By HospiMedica staff writers
Posted on 07 Aug 2002
A new technique to improve cartilage repair with an implant of new cells grown outside the body has been developed by engineers at the Massachusetts Institute of Technology (MIT, Cambridge, USA). More...
Their work was reported in the issue of the Proceedings of the National Academy of Sciences published online the week of July 15-19, 2002.

According to the new technique, cartilage cells are grown outside the body within a novel "designer” gel. The cell-seeded gel is then delivered into a damaged joint, where the tissue grows and integrates with the normal cartilage while the gel slowly degrades. The researchers hope the cartilage gel could be implanted arthroscopically, through a small external incision.

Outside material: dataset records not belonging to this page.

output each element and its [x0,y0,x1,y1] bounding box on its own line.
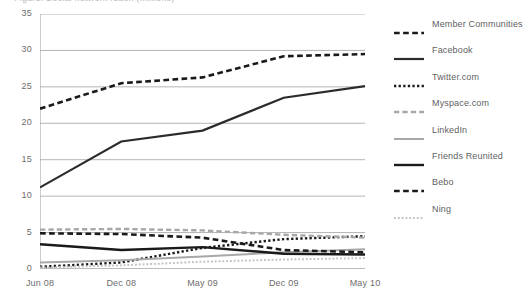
legend-label: Myspace.com [432,98,489,108]
legend-swatch-icon [394,102,424,110]
line-chart-svg [40,14,371,269]
y-axis-label-0: 0 [6,263,32,273]
x-axis-label-1: Dec 08 [91,278,151,288]
y-axis-label-25: 25 [6,81,32,91]
chart-title: Figure: Social network reach (millions) [14,0,174,3]
legend-label: Friends Reunited [432,151,503,161]
legend-swatch-icon [394,129,424,137]
y-axis-label-20: 20 [6,117,32,127]
legend-item-linkedin[interactable]: LinkedIn [394,124,516,150]
x-axis-label-0: Jun 08 [10,278,70,288]
y-axis-label-15: 15 [6,154,32,164]
legend-swatch-icon [394,23,424,31]
legend-label: Ning [432,204,451,214]
y-axis-label-10: 10 [6,190,32,200]
x-axis-label-4: May 10 [335,278,395,288]
legend-item-twitter-com[interactable]: Twitter.com [394,71,516,97]
legend-label: Twitter.com [432,72,479,82]
legend-label: LinkedIn [432,125,467,135]
legend-item-friends-reunited[interactable]: Friends Reunited [394,150,516,176]
legend-swatch-icon [394,76,424,84]
legend-item-bebo[interactable]: Bebo [394,176,516,202]
legend-swatch-icon [394,155,424,163]
y-axis-label-5: 5 [6,227,32,237]
legend-label: Bebo [432,177,454,187]
legend-swatch-icon [394,208,424,216]
legend-item-facebook[interactable]: Facebook [394,44,516,70]
series-line-facebook [40,86,365,187]
legend-item-member-communities[interactable]: Member Communities [394,18,516,44]
y-axis-label-30: 30 [6,44,32,54]
data-series-layer [40,54,365,267]
series-line-ning [40,258,365,267]
legend-swatch-icon [394,181,424,189]
series-line-bebo [40,233,365,252]
chart-legend: Member CommunitiesFacebookTwitter.comMys… [394,18,516,229]
y-axis-label-35: 35 [6,8,32,18]
legend-item-myspace-com[interactable]: Myspace.com [394,97,516,123]
legend-swatch-icon [394,49,424,57]
x-axis-label-2: May 09 [173,278,233,288]
series-line-member-communities [40,54,365,109]
legend-label: Member Communities [432,19,523,29]
legend-label: Facebook [432,45,473,55]
plot-area [40,14,371,269]
legend-item-ning[interactable]: Ning [394,203,516,229]
series-line-friends-reunited [40,244,365,254]
x-axis-label-3: Dec 09 [254,278,314,288]
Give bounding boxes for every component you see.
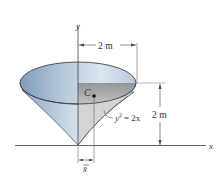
arrow-left-small-icon xyxy=(79,159,83,161)
equation-rhs: = 2x xyxy=(124,113,141,123)
centroid-label: C xyxy=(84,87,91,98)
arrow-right-small-icon xyxy=(89,159,93,161)
arrow-right-icon xyxy=(131,44,136,47)
diagram-canvas: y x 2 m 2 m C x̄ y2= 2x xyxy=(0,0,224,178)
arrow-left-icon xyxy=(79,44,84,47)
equation-exponent: 2 xyxy=(119,112,122,118)
arrow-down-icon xyxy=(159,140,162,145)
y-axis-label: y xyxy=(75,21,80,31)
curve-equation: y2= 2x xyxy=(114,112,141,123)
centroid-point xyxy=(92,94,96,98)
top-dimension-label: 2 m xyxy=(98,41,113,51)
xbar-label: x̄ xyxy=(82,164,88,174)
right-dimension-label: 2 m xyxy=(152,110,167,120)
x-axis-label: x xyxy=(208,141,213,151)
arrow-up-icon xyxy=(159,84,162,89)
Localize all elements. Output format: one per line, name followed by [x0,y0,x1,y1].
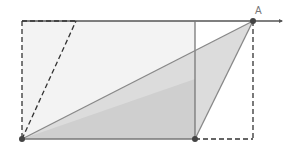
point-bottom-left [19,136,25,142]
axis-arrow-icon [279,19,283,23]
point-a [250,18,256,24]
geometry-diagram: A [0,0,300,153]
point-bottom-mid [192,136,198,142]
diagram-svg [0,0,300,153]
point-a-label: A [255,5,262,16]
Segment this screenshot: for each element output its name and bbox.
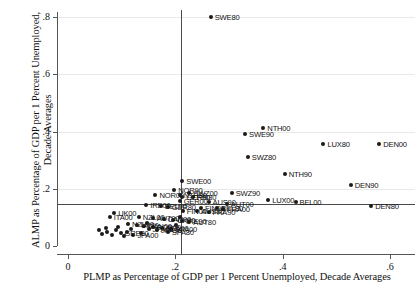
scatter-point — [159, 204, 163, 208]
scatter-point — [104, 226, 108, 230]
scatter-point — [142, 224, 146, 228]
scatter-point — [283, 172, 287, 176]
x-axis-label: PLMP as Percentage of GDP per 1 Percent … — [55, 271, 419, 283]
x-tick-mark — [175, 255, 176, 259]
x-tick-label: .6 — [375, 261, 405, 272]
y-tick-mark — [53, 189, 57, 190]
x-tick-mark — [283, 255, 284, 259]
x-tick-mark — [68, 255, 69, 259]
y-axis-line — [57, 12, 58, 246]
scatter-point-label: ITA00 — [114, 213, 133, 222]
scatter-point — [261, 126, 265, 130]
scatter-point-label: NTH90 — [289, 170, 312, 179]
scatter-point — [122, 234, 126, 238]
scatter-point — [166, 230, 170, 234]
scatter-point — [131, 233, 135, 237]
scatter-point-label: DEN90 — [355, 181, 378, 190]
scatter-point — [135, 223, 139, 227]
scatter-point-label: SWE80 — [215, 13, 240, 22]
scatter-point — [369, 204, 373, 208]
scatter-point-label: NTH00 — [267, 124, 290, 133]
scatter-point — [349, 183, 353, 187]
scatter-point — [209, 15, 213, 19]
y-tick-mark — [53, 17, 57, 18]
scatter-point — [116, 225, 120, 229]
scatter-point — [139, 231, 143, 235]
scatter-point — [195, 209, 199, 213]
scatter-point — [178, 215, 182, 219]
scatter-point-label: DEN80 — [375, 202, 398, 211]
scatter-point-label: SWE00 — [186, 177, 211, 186]
scatter-point-label: FRA90 — [213, 208, 236, 217]
y-tick-label: .6 — [28, 68, 50, 79]
scatter-point — [243, 132, 247, 136]
scatter-point — [181, 209, 185, 213]
x-axis-line — [57, 254, 415, 255]
scatter-chart: ALMP as Percentage of GDP per 1 Percent … — [0, 0, 419, 307]
scatter-point — [100, 232, 104, 236]
y-tick-mark — [53, 246, 57, 247]
scatter-point — [321, 142, 325, 146]
scatter-point — [108, 215, 112, 219]
scatter-point — [129, 227, 133, 231]
scatter-point — [97, 228, 101, 232]
gridline-horizontal — [57, 132, 415, 133]
scatter-point — [166, 205, 170, 209]
scatter-point — [377, 142, 381, 146]
scatter-point — [230, 191, 234, 195]
gridline-horizontal — [57, 74, 415, 75]
scatter-point — [162, 217, 166, 221]
scatter-point — [110, 233, 114, 237]
scatter-point — [174, 223, 178, 227]
x-tick-mark — [390, 255, 391, 259]
scatter-point — [145, 221, 149, 225]
y-tick-mark — [53, 132, 57, 133]
x-tick-label: .2 — [160, 261, 190, 272]
scatter-point — [207, 210, 211, 214]
scatter-point — [246, 155, 250, 159]
x-tick-label: .4 — [268, 261, 298, 272]
scatter-point — [105, 230, 109, 234]
y-tick-label: .2 — [28, 183, 50, 194]
scatter-point — [294, 200, 298, 204]
scatter-point-label: BEL00 — [300, 198, 322, 207]
scatter-point-label: SPA80 — [172, 228, 194, 237]
scatter-point — [180, 179, 184, 183]
scatter-point-label: SWZ90 — [236, 189, 260, 198]
scatter-point — [153, 193, 157, 197]
scatter-point — [180, 219, 184, 223]
scatter-point-label: DEN00 — [383, 140, 406, 149]
scatter-point-label: LUX80 — [327, 140, 349, 149]
scatter-point — [144, 203, 148, 207]
scatter-point — [125, 230, 129, 234]
scatter-point — [171, 218, 175, 222]
x-tick-label: 0 — [53, 261, 83, 272]
y-tick-mark — [53, 74, 57, 75]
scatter-point — [126, 222, 130, 226]
y-tick-label: .8 — [28, 11, 50, 22]
scatter-point-label: SWZ80 — [252, 153, 276, 162]
scatter-point — [114, 228, 118, 232]
scatter-point-label: LUX00 — [272, 196, 294, 205]
y-tick-label: 0 — [28, 240, 50, 251]
y-tick-label: .4 — [28, 126, 50, 137]
scatter-point — [266, 198, 270, 202]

This minimally invasive surgery would be less expensive and reduce recovery time. Currently, a procedure approved by the US Food and Drug Administration (FDA) consists of extracting a small amount of cartilage cells from a patient, coaxing them to multiply outside the body, and then implanting the new cells into the damaged area. However, the procedure is very expensive (around $US30,000) and does not result in the generation of a true articular cartilage, according to the MIT team.

The team is using a peptide scaffold hydrogel that has been proven useful for growing a range of cell and tissue types for regenerative medicine. The hydrogel is also biocompatible and can be tailored to have different properties. For example, the gel could be designed to degrade over a specific time frame. Since the peptide is not extracted from animal tissues, there is less risk of passing along viruses to the engineered tissue.

The peptide hydrogel is made of interwoven fibers only 10-20 nm in diameter. "This is in sharp contrast to other biopolymer microfibers, which are some 1,000 times larger in diameter,” said Shuguang Zhang, associate director of MIT's Center for Biomedical Engineering. "That smaller size scale makes all the difference in the world,” he noted. For example, growth factors could be tethered to the peptide structure of the gel to directly stimulate the cartilage cells.